Some pictures seem so bland at first sight, nothing to see, like the smooth metallic sheen of a bus that isn’t yours, so of no interest. Move along, move along. The crowd jostles so you move along and stand entranced in front of an intricacy of cogs and wheels and painted abstractions of cogs and cognisance in the dark charcoals of despair and industrial murk. You feel you are on the brink of understanding, but the next exhibit with its pulleys of old bits of string and a magazine picture of a piece of steak leaves you perplexed and wanting to wash your hands and have a drink.

You leave the gallery and stand in the sun, staring at the sky beyond the electricity wires and hurtling pigeons dreaming they are doves, and you step into the street where rubbish bins disgorge their plastic innards and wait for the familiar shiny red bus to take you home.

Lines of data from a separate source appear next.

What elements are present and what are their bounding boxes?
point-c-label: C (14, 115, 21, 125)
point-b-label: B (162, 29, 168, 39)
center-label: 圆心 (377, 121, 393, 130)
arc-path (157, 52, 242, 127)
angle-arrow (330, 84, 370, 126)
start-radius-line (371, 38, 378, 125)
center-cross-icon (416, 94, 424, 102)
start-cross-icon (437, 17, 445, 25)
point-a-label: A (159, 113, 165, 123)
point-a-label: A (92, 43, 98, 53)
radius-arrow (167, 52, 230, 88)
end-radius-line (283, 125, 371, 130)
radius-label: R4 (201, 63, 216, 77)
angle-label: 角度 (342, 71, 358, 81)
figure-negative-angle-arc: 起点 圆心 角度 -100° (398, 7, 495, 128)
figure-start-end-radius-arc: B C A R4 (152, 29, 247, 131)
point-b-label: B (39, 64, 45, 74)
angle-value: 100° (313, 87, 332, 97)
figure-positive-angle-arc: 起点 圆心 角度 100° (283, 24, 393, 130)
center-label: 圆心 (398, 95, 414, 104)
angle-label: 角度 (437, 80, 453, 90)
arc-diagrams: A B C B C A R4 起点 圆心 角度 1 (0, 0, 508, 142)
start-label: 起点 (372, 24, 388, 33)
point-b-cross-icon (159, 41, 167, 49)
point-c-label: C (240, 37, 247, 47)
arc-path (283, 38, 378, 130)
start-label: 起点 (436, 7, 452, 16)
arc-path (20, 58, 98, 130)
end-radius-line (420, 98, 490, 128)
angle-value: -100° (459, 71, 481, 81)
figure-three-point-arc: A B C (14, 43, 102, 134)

Later, you leaf through the catalogue, the plates of charcoal industrial murk, the planes of abstraction, seas of depressions, the sharp-angled obscurity and the rag-tag collages of torn newspaper and crisp packets that make you feel dirty just looking at the photo, and you bemoan your limited understanding.

Later, at night, you dream of that smooth metallic blue of a sleek bus that drives you away through artificial clouds to a synthetic paradise. Understanding is like pigeons. Or doves, if you like.